Oli Ataeva, Khalov A., Tuchkova N.
We investigate whether structured knowledge retrieval from a mathematical library's dependency graph can improve neural theorem proving at inference time while maintaining explainability of the retrieved context. Through a controlled ablation study on the miniF2F-Test benchmark (197~tasks, 8~non-chain-of-thought modes, $K{=}8$ attempts per mode), we find that graph-based retrieval augmentation significantly improves proof generation on hard problems -- those where the base model's parametric knowledge is insufficient -- while having no measurable effect on problems the model already solves reliably. On 109~hard tasks, the best graph-augmented mode nearly triples the baseline success rate (pass@1: $3.56\% \to 10.42\%$, $+6.8$~percentage points, $p{=}0.001$, Wilcoxon signed-rank test). Deterministic pattern-based graph entry points outperform LLM-generated ones ($11\times$ faster, higher accuracy). The retrieved graph context is fully traceable: each hint maps to a specific edge in the Mathlib dependency graph, enabling the user to verify \emph{why} particular lemmas were suggested. The approach is training-free, composable with any base prover, and adds negligible computational overhead.
Oli Ataeva, Tuchkova
The subject of the study is the problem of adapting language models to scientific subject areas.
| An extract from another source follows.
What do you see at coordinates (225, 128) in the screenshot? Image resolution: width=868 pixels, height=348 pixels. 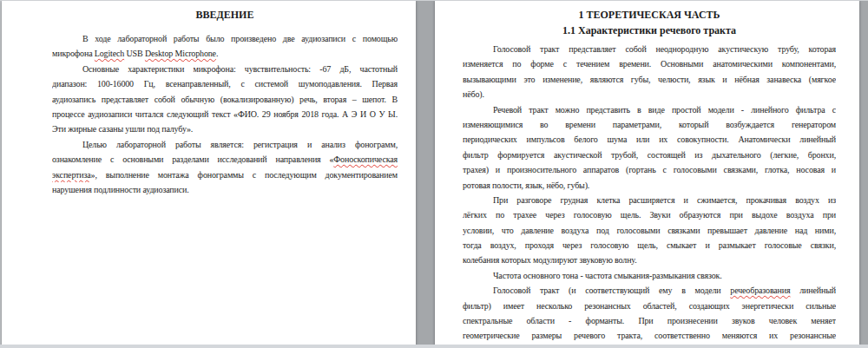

The issues of expanding language models to mathematical subject areas are considered. It is proposed to use the knowledge graph of the subject area as a tool for `tuning' the language model. To build the knowledge graph, the ontology of the subject area of he semantic library of mathematical subject areas and their applications LibMeta is used.
Navigation through the subject area is carried out using the knowledge graph and is limited
by the terminology of the thesaurus and ontology links. This approach allows using
the knowledge graph to create a digital assistant in a recommender system, an agent for a
language model, and to feed mathematical text data to a language model.